Jaime Gill is a freelance communications consultant in Cambodia, splitting his time between paid work with UN agencies, using communications to respond to COVID-19, and pro-bono support to small non-profits struggling to survive the crisis.
In the last twelve months, Jaime has worked on Cambodia’s national COVID-19 vaccine communications program, invented a new safety-promoting sport, ‘Social Distance Football’, and helped a struggling arts non-profit survive by breaking a world record. The unifying factor? All were fueled by hard-hitting media coverage, his favorite method for creating a big impact with small budgets.
It’s all a long way from his first admin job, gluing photo slides onto press releases in a London PR agency in 1998. Along the way, Jaime has worked across most PR roles, becoming Head of Creativity in that PR agency, then moving in-house as Press & Public Affairs Manager for a large disability charity. He launched media campaigns that doubled the numbers of disabled people voting in the UK and created the world’s first ‘easy-read’ newspaper for people with learning disabilities, before moving to Cambodia where he’s spent six years advising commercial and non-profit clients.
Past clients include Microsoft, UNICEF, the BBC, the Olympics, Coca-Cola, Unilever, Fujitsu, UN, and Yahoo.
Jaime began 2019 working at non-profit TLC, developing its first campaigns. In November 2019, “Be An Honourable Warrior” confronted the 30% of Cambodian men who admit to using violence against women. The use of influencers and PR techniques led to a public reckoning across social media and national newspapers. TLC campaigns won nine international awards in 2019 and 2020, but most importantly led to 13,000 women learning domestic violence laws and 25,000 men pledging to end violence.
Despite these successes, Jaime took the difficult decision to leave his secure job in early 2020, knowing he’d mentored two talented young Cambodians and left behind a campaigning blueprint TLC could replicate.
Freelancing allowed Jaime to support organizations at the COVID-19 coalface. He rapidly established paid consultancies with overseas clients including Microsoft enabled him to work pro-bono for independent non-profits unable to pay. In May 2020, he invented ‘Social Distance Football’ with ISF Cambodia. This safety-promoting game was learned by 50,000 young Cambodians online and generated media coverage across four continents, as well as a Platinum Hermes Creative Award.

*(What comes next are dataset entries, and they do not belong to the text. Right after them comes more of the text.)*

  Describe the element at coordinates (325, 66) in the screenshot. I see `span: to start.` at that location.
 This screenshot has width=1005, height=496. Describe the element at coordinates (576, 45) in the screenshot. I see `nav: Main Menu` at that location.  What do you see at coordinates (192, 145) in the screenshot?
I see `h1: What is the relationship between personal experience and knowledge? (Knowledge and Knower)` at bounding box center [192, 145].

He also worked with arts/education non-profit, Phare. Having lost 60% of its income when public circus performances were canceled, it faced closure. Jaime proposed a Guinness World Record attempt for the longest circus show to generate media hype and drive people to online fundraisers. The 24-hour show in March 2021 doubled its fundraising target, was viewed by 450,000 online, and generated massive media attention in Cambodia and overseas, winning Gold at the Asia-Pacific Stevie Awards.
Jaime’s track record is strong, but he rose to the COVID-19 challenge with the best work of his career. Having fallen in love with Cambodia and worked with several non-profits educating the disadvantaged, he was distressed when school closures began erasing those gains. He wanted to help reduce the damage and declined British Embassy advice to return home.

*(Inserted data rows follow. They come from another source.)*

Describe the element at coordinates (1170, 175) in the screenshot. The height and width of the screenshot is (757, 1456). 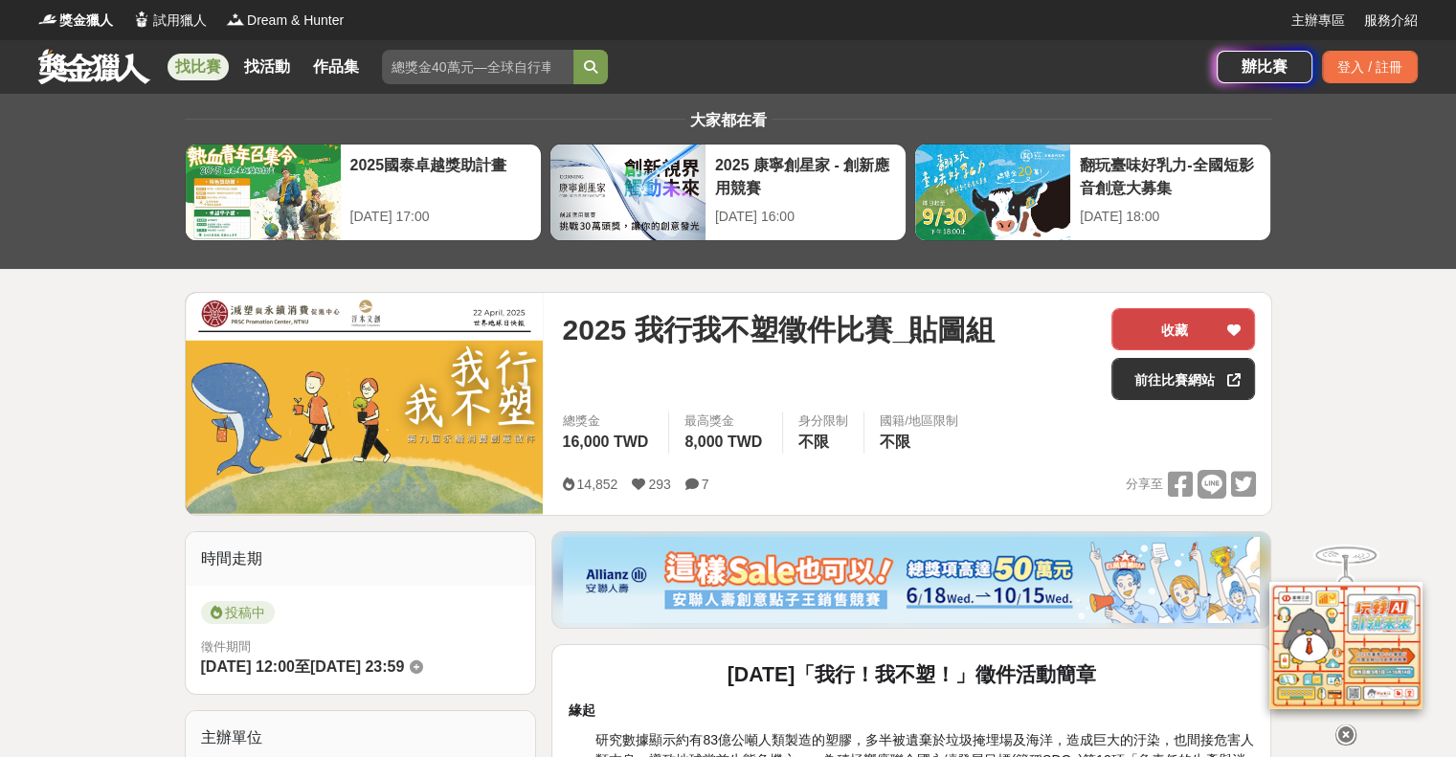
I see `div: 翻玩臺味好乳力-全國短影音創意大募集` at that location.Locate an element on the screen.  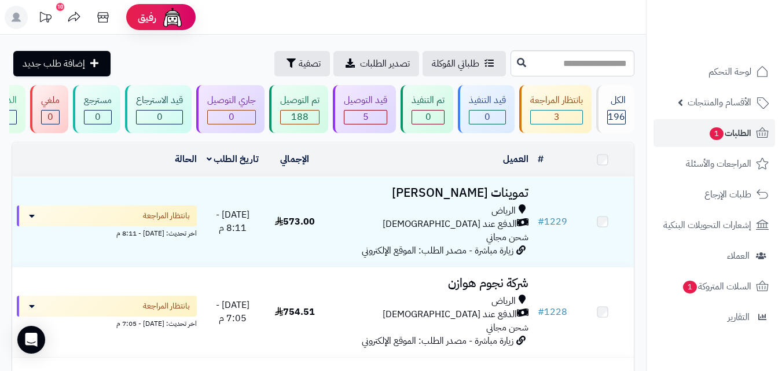
div: 5 is located at coordinates (365, 117).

He immediately offered pro-bono support to education non-profits he knew were effective but struggling. From being a communications manager, he frequently found himself acting as entire communications team - proposing strategy, developing creative ideas, and writing and selling-in press releases.

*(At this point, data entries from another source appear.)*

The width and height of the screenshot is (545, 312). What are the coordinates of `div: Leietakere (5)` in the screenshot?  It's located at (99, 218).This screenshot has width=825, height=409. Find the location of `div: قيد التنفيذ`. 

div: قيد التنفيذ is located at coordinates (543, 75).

This work led to UNICEF’s offer to consult on their campaign to re-open schools safely, which led to other COVID-related communications for the UN. As well as campaigns, he wrote and placed a series of thought-leadership articles in national newspapers, championing creativity, education, and children’s needs during/after COVID.
Between January 2019 and now, he created four award-winning communications campaigns with four different organizations, something no other communicator in Cambodia can claim:
- Led hard-hitting, media-driven anti-violence campaign (TLC)
- Collaborated on multimedia storytelling campaign (UNICEF)
- Invented and publicized new safety-promoting sport (ISF)
- Created record-breaking events driven by PR buzz (Phare).
Over six years, Jaime has developed a network of young Cambodian photographers, filmmakers, influencers, activists, journalists and communicators he collaborates with on projects. The awards won have put Cambodia and these remarkable individuals on the global map for creative communications, something which can only help the country’s creative industries in the challenging years ahead.
Since Jaime entered The 2021 International Business Awards®, he continued working as part of a large team of Government ministries and development agencies on the roll-out of COVID-19 vaccines in Cambodia, as a consultant with UNICEF. He provides advice on how to combat misinformation and increase demand for vaccines - Cambodia is now one of the most vaccinated countries in the whole of the Asian region.
He also worked on the successful launch of Generation Future, a new program to find ten talented young Cambodians with ideas on how to change the world. UNICEF will match them with mentors and financial support to turn their dreams into realities.
He assisted with an artistic collaboration between UNICEF and Phare, celebrating the resilience of Cambodian families during the pandemic. This has become a viral hit on social media.
Jaime won the Silver Stevie Awards in 2021 for Communications Professional of the Year. Interested in Communications Awards for 2022?